Congress’s New Year’s Resolutions

Newspapers are excited because Congress has voted to continue a feel-good payroll tax rate for another couple of months and then start sort of paying for Social Security just after New Year’s. The failed Super Committee’s goal was to figure out a way to cut federal spending… starting in the year 2013.

I wonder if this shows Congress’s all-too-human side. I might have three slices of pecan pie every day between Thanksgiving and Christmas, promising myself that I would start dieting just after the New Year. Actually that sounds like such a good idea that I think I will get up from my computer and walk into the kitchen…

4 thoughts on “Congress’s New Year’s Resolutions

  1. I’m wondering if some votes should be kept secret. Sounds like a bad idea for Congress, but us citizens value it, and without it, some issues seem impossible to vote on.

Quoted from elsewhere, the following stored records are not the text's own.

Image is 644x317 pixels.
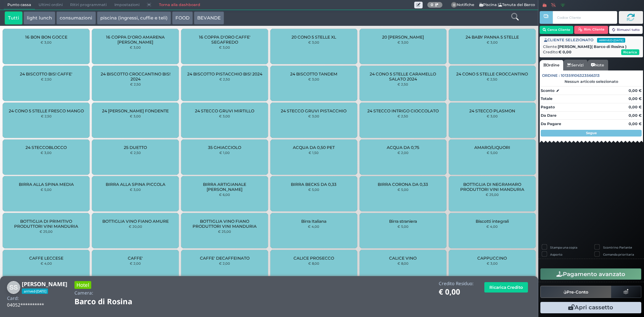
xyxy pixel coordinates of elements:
[621,49,639,55] button: Ricarica
[19,182,74,187] span: BIRRA ALLA SPINA MEDIA
[609,26,643,34] button: Rimuovi tutto
[539,60,563,71] a: Ordine
[563,60,587,70] a: Servizi
[397,151,408,155] small: € 2,00
[477,256,507,261] span: CAPPUCCINO
[466,34,519,39] span: 24 BABY PANNA 5 STELLE
[301,219,326,224] span: Birra Italiana
[542,73,560,79] span: Ordine :
[397,82,408,86] small: € 2,50
[389,256,416,261] span: CALICE VINO
[456,71,528,77] span: 24 CONO 5 STELLE CROCCANTINO
[7,281,20,295] img: Stefano Schiavulli
[397,40,408,44] small: € 3,00
[486,193,499,197] small: € 25,00
[367,109,439,114] span: 24 STECCO INTRIGO CIOCCOLATO
[293,145,335,150] span: ACQUA DA 0,50 PET
[308,114,319,118] small: € 3,00
[487,262,498,266] small: € 3,00
[540,88,554,94] strong: Sconto
[40,187,52,192] small: € 5,00
[290,71,337,77] span: 24 BISCOTTO TANDEM
[553,11,617,24] input: Codice Cliente
[540,269,642,280] button: Pagamento avanzato
[129,224,142,229] small: € 20,00
[543,49,639,55] div: Credito:
[558,44,627,49] b: [PERSON_NAME]
[124,145,147,150] span: 25 DUETTO
[35,0,66,10] span: Ultimi ordini
[365,71,441,82] span: 24 CONO 5 STELLE CARAMELLO SALATO 2024
[291,34,336,39] span: 20 CONO 5 STELLE XL
[469,109,515,114] span: 24 STECCO PLASMON
[591,44,627,50] span: ( Barco di Rosina )
[74,291,93,296] h4: Camera:
[476,219,509,224] span: Biscotti integrali
[543,44,639,50] div: Cliente:
[25,34,67,39] span: 16 BON BON GOCCE
[102,109,169,114] span: 24 [PERSON_NAME] FONDENTE
[439,288,474,297] h1: € 0,00
[155,0,204,10] a: Torna alla dashboard
[219,77,230,81] small: € 2,50
[219,193,230,197] small: € 6,00
[20,71,72,77] span: 24 BISCOTTO BIS! CAFFE'
[487,151,498,155] small: € 5,00
[22,289,48,294] span: arrived-[DATE]
[40,40,52,44] small: € 3,00
[219,114,230,118] small: € 3,00
[293,256,334,261] span: CALICE PROSECCO
[291,182,336,187] span: BIRRA BECKS DA 0,33
[219,151,230,155] small: € 1,00
[97,11,171,25] button: piscina (ingressi, cuffie e teli)
[386,145,419,150] span: ACQUA DA 0,75
[454,182,529,192] span: BOTTIGLIA DI NEGRAMARO PRODUTTORI VINI MANDURIA
[439,281,474,286] h4: Credito Residuo:
[3,0,35,10] span: Punto cassa
[74,298,151,306] h1: Barco di Rosina
[309,151,319,155] small: € 1,50
[561,73,600,79] span: 101359106323566313
[187,219,262,229] span: BOTTIGLIA VINO FIANO PRODUTTORI VINI MANDURIA
[194,11,224,25] button: BEVANDE
[130,262,141,266] small: € 2,00
[208,145,241,150] span: 35 GHIACCIOLO
[200,256,250,261] span: CAFFE' DECAFFEINATO
[187,71,262,77] span: 24 BISCOTTO PISTACCHIO BIS! 2024
[172,11,193,25] button: FOOD
[629,96,642,101] strong: 0,00 €
[451,2,457,8] span: 0
[7,296,19,301] h4: Card:
[98,71,173,82] span: 24 BISCOTTO CROCCANTINO BIS! 2024
[550,252,562,257] label: Asporto
[574,26,608,34] button: Rim. Cliente
[540,302,642,314] button: Apri cassetto
[41,77,52,81] small: € 2,50
[629,105,642,110] strong: 0,00 €
[187,34,262,45] span: 16 COPPA D'ORO CAFFE' SEGAFREDO
[550,245,577,250] label: Stampa una copia
[397,262,408,266] small: € 8,00
[308,224,319,229] small: € 4,00
[539,79,643,84] div: Nessun articolo selezionato
[540,122,561,126] strong: Da Pagare
[187,182,262,192] span: BIRRA ARTIGIANALE [PERSON_NAME]
[540,96,552,101] strong: Totale
[397,114,408,118] small: € 2,50
[25,145,67,150] span: 24 STECCOBLOCCO
[431,2,433,7] b: 0
[587,60,608,70] a: Note
[9,109,84,114] span: 24 CONO 5 STELLE FRESCO MANGO
[130,82,141,86] small: € 2,50
[219,45,230,49] small: € 3,00
[39,230,53,234] small: € 25,00
[474,145,510,150] span: AMARO/LIQUORI
[487,40,498,44] small: € 3,00
[130,187,141,192] small: € 3,00
[629,122,642,126] strong: 0,00 €
[40,151,52,155] small: € 3,00
[56,11,96,25] button: consumazioni
[586,131,597,135] strong: Segue
[397,187,408,192] small: € 5,00
[219,262,230,266] small: € 2,00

  2. An amusing bit in a speech last week by Mark Carney (head of the Bank of Canada): “In recent years, large fiscal expansions in the crisis economies have helped to sustain aggregate demand in the face of private deleveraging. However, the window for such Augustinian policy is rapidly closing.”

    It took me a minute to remember the reference to St. Augustine: “Give me chastity and continence – but not yet.”

  3. This seems like a common feature of major legislation. The debates are always: “unless we resolve this crisis NOW it will mean total catastrophe!”, yet the bill they pass doesn’t go into effect until immediately after the next election, even if that’s 2 years away. I assume this is Congress’s way of distancing itself from any potential negative effects of these laws, and it’s pretty impressive they can get away with such unabashedly craven behavior. If a CEO told his board, “I know the company’s in trouble, but with the new policies I’ll be putting in place 18 months from now we’ll turn things right around”, he’d be out on his ass in a heartbeat.

  4. “If a CEO told his board, “I know the company’s in trouble, but with the new policies I’ll be putting in place 18 months from now we’ll turn things right around”, he’d be out on his ass in a heartbeat.”

    There is a real difference. Austerity for a company affects the employees, not the shareholders. The employees do not have a vote.